Can you help me which of the other NoSQL DBs (Redis, CouchDB, MongoDB, ...) would suit best for something like this and how could it be implemented? I want to make a no-property (just give me the linked elements) breadth-first queries with 2 depth levels (having A<->B, B<->C, C<->D, querying A should give me B and C, but not D).
OrientDB has no limitation on the number of nodes. Furthermore the default model is bi-directional. You can use it for FREE also for commercial purposes, since the applied license is Apache 2.
The GraphDB is documented here: http://code.google.com/p/orient/wiki/GraphDatabase. Basilary you can use the native API or the Blueprints implementation. Native APIs has an evolution of the SQL language with special operators for graphs. Example:
SELECT FROM Account WHERE friends TRAVERSE (1,7) (address.city.country.name = 'New Zealand')
That means give me all the accounts with such friend that lives in New Zealand.
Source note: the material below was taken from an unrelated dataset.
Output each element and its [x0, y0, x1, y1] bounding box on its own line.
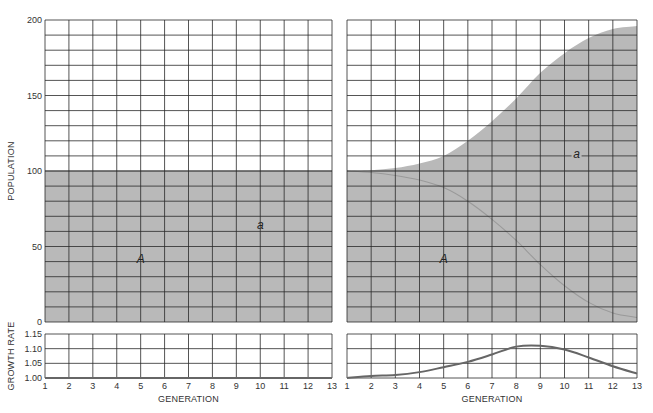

Friends are taken up to the 7th level of deep.
The second one allows to use the full Blueprint stack such as the Gremlin language to create your super-complex queries.
Neo4j always stores relationships/edges as directed, but when traversing/querying you can easily treat the graph as undirected by using Direction.BOTH or in some cases by not defining a direction at all. (This way there's no need for "double" edges to cover both directions, you simply ignore the direction - and there's no performance penalty when traversing edges "backwards".)
The 1 million "primitives" limit was removed for quite a while now. If your code is open source, you can use the community version for any size of the DB. For other cases there's the commercial versions which includes one free alternative.